West Virginia is one of America’s most overweight states — it ranks third in obesity behind Mississippi and Tennessee. Now Medicaid is stepping in to help residents slim down.
The medium-sized state with the huge weight problem faces more than one hundred million dollars in annual costs related to obesity. Medicaid and UniCare (the largest Medicaid provider in West Virginia) will be offering the Weight Watchers program to up to seventy-five thousand overweight West Virginians. This move will help reduce the risks of heart disease, diabetes, stroke, and other obesity-related health issues AND help reduce annual healthcare costs.
Medicaid programs are eligible to low-income residents, who are more likely to be overweight than high-income residents.
Interested in participating in the program? Medicaid clients of UniCare can get a body mass index check and physician’s referral to join the program. UniCare will cover the costs for sixteen weeks of Weight Watchers. If the program is a success in West Virginia, UniCare (a subsidiary of Wellpoint Inc. of Indiana) will work on similar efforts in California, Colorado, Connecticut, Georgia, Indiana, Kentucky, Maine, Missouri, Nevada, New Hampshire, New York, Ohio, Virginia, and Wisconsin.
TennCare — Tennessee’s Medicaid agency — tried a pilot program similar to West Virginia’s plan. Fourteen hundred Medicaid recipients paid reduced fees to participate in Weight Watchers and lost a combined total of more than eight thousand pounds.
There are a few drawbacks to this plan. Approximately two thirds of adult West Virginians are overweight or obese, but only about a quarter of them are covered by UniCare. And a spokesperson the American Society of Bariatric Physicians is concerned that the group weight loss program may not be the right kind of help for overweight or obese West Virginians. Some people might benefit more from an individual and more supervised weight loss program from their doctor.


EXERCISE INSTRUCTIONS: Filter the entries, keeping every line with the word "interactable".

SOURCE MATERIAL:
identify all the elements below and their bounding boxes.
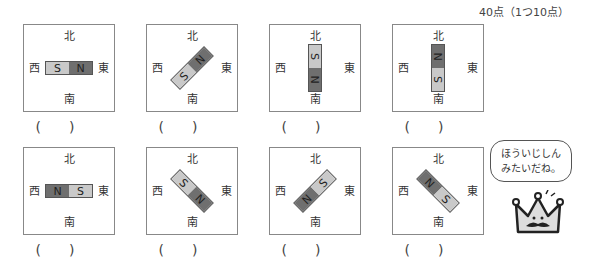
answer-blank-4[interactable]: () bbox=[392, 119, 484, 135]
bar-magnet: SN bbox=[170, 169, 214, 213]
paren-open: ( bbox=[159, 119, 192, 135]
direction-east: 東 bbox=[467, 186, 478, 197]
pole-S: S bbox=[69, 185, 92, 197]
answer-blank-2[interactable]: () bbox=[146, 119, 238, 135]
direction-north: 北 bbox=[187, 154, 198, 165]
pole-N: N bbox=[432, 45, 444, 68]
paren-close: ) bbox=[192, 242, 225, 258]
direction-south: 南 bbox=[187, 94, 198, 105]
direction-west: 西 bbox=[275, 63, 286, 74]
compass-card-1: 北南西東SN bbox=[23, 24, 115, 112]
speech-bubble: ほういじしん みたいだね。 bbox=[490, 140, 572, 182]
bar-magnet: NS bbox=[45, 184, 93, 198]
direction-north: 北 bbox=[310, 154, 321, 165]
bar-magnet: NS bbox=[416, 169, 460, 213]
direction-south: 南 bbox=[433, 94, 444, 105]
answer-blank-7[interactable]: () bbox=[269, 242, 361, 258]
direction-east: 東 bbox=[221, 63, 232, 74]
paren-open: ( bbox=[36, 242, 69, 258]
direction-north: 北 bbox=[187, 31, 198, 42]
direction-west: 西 bbox=[398, 63, 409, 74]
paren-open: ( bbox=[282, 242, 315, 258]
compass-card-3: 北南西東SN bbox=[269, 24, 361, 112]
direction-east: 東 bbox=[98, 63, 109, 74]
paren-close: ) bbox=[315, 242, 348, 258]
speech-line-1: ほういじしん bbox=[491, 146, 571, 161]
answer-blank-3[interactable]: () bbox=[269, 119, 361, 135]
bar-magnet: SN bbox=[308, 44, 322, 92]
paren-close: ) bbox=[438, 119, 471, 135]
bar-magnet: SN bbox=[45, 61, 93, 75]
direction-east: 東 bbox=[98, 186, 109, 197]
paren-open: ( bbox=[405, 119, 438, 135]
direction-west: 西 bbox=[398, 186, 409, 197]
compass-card-2: 北南西東SN bbox=[146, 24, 238, 112]
direction-north: 北 bbox=[433, 154, 444, 165]
direction-west: 西 bbox=[275, 186, 286, 197]
direction-south: 南 bbox=[310, 217, 321, 228]
paren-close: ) bbox=[69, 119, 102, 135]
direction-south: 南 bbox=[310, 94, 321, 105]
pole-S: S bbox=[432, 68, 444, 91]
paren-open: ( bbox=[405, 242, 438, 258]
direction-east: 東 bbox=[344, 186, 355, 197]
speech-line-2: みたいだね。 bbox=[491, 161, 571, 176]
direction-east: 東 bbox=[344, 63, 355, 74]
answer-blank-5[interactable]: () bbox=[23, 242, 115, 258]
direction-north: 北 bbox=[64, 31, 75, 42]
direction-west: 西 bbox=[152, 63, 163, 74]
direction-south: 南 bbox=[64, 217, 75, 228]
pole-S: S bbox=[434, 187, 459, 212]
direction-east: 東 bbox=[221, 186, 232, 197]
direction-south: 南 bbox=[64, 94, 75, 105]
direction-west: 西 bbox=[29, 186, 40, 197]
paren-close: ) bbox=[438, 242, 471, 258]
bar-magnet: NS bbox=[293, 169, 337, 213]
compass-card-5: 北南西東NS bbox=[23, 147, 115, 235]
direction-east: 東 bbox=[467, 63, 478, 74]
pole-N: N bbox=[46, 185, 69, 197]
direction-west: 西 bbox=[29, 63, 40, 74]
answer-blank-6[interactable]: () bbox=[146, 242, 238, 258]
direction-south: 南 bbox=[187, 217, 198, 228]
bar-magnet: SN bbox=[170, 46, 214, 90]
answer-blank-1[interactable]: () bbox=[23, 119, 115, 135]
direction-west: 西 bbox=[152, 186, 163, 197]
pole-N: N bbox=[69, 62, 92, 74]
paren-close: ) bbox=[192, 119, 225, 135]
compass-card-7: 北南西東NS bbox=[269, 147, 361, 235]
paren-open: ( bbox=[282, 119, 315, 135]
paren-open: ( bbox=[159, 242, 192, 258]
direction-south: 南 bbox=[433, 217, 444, 228]
pole-N: N bbox=[309, 68, 321, 91]
bar-magnet: SN bbox=[431, 44, 445, 92]
paren-close: ) bbox=[69, 242, 102, 258]
crown-mascot-icon bbox=[508, 190, 568, 240]
compass-card-8: 北南西東NS bbox=[392, 147, 484, 235]
pole-N: N bbox=[188, 187, 213, 212]
direction-north: 北 bbox=[433, 31, 444, 42]
paren-close: ) bbox=[315, 119, 348, 135]
direction-north: 北 bbox=[64, 154, 75, 165]
compass-card-4: 北南西東SN bbox=[392, 24, 484, 112]
compass-card-6: 北南西東SN bbox=[146, 147, 238, 235]
direction-north: 北 bbox=[310, 31, 321, 42]
answer-blank-8[interactable]: () bbox=[392, 242, 484, 258]
paren-open: ( bbox=[36, 119, 69, 135]
score-label: 40点（1つ10点） bbox=[479, 3, 569, 19]
pole-S: S bbox=[309, 45, 321, 68]
pole-S: S bbox=[46, 62, 69, 74]
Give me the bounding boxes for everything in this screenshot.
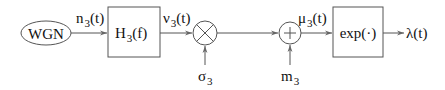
exp-block: exp(·): [333, 7, 383, 57]
exp-label: exp(·): [340, 25, 377, 42]
m3-label: m3: [281, 68, 300, 87]
filter-block: H3(f): [108, 7, 160, 57]
sigma3-label: σ3: [198, 68, 213, 87]
block-diagram: WGN n3(t) H3(f) ν3(t) σ3 m3 μ3(t) exp(·)…: [0, 0, 445, 90]
multiplier-node: [193, 21, 217, 45]
signal-n3-label: n3(t): [76, 10, 104, 29]
wgn-label: WGN: [28, 26, 64, 42]
signal-nu3-label: ν3(t): [163, 10, 190, 29]
wgn-source-node: WGN: [21, 21, 71, 45]
signal-mu3-label: μ3(t): [298, 10, 327, 29]
output-lambda-label: λ(t): [406, 25, 427, 42]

TASK RESPONSE:
answer-blank-4[interactable]: () bbox=[392, 119, 484, 135]
answer-blank-2[interactable]: () bbox=[146, 119, 238, 135]
answer-blank-7[interactable]: () bbox=[269, 242, 361, 258]
answer-blank-3[interactable]: () bbox=[269, 119, 361, 135]
answer-blank-5[interactable]: () bbox=[23, 242, 115, 258]
answer-blank-6[interactable]: () bbox=[146, 242, 238, 258]
answer-blank-1[interactable]: () bbox=[23, 119, 115, 135]
answer-blank-8[interactable]: () bbox=[392, 242, 484, 258]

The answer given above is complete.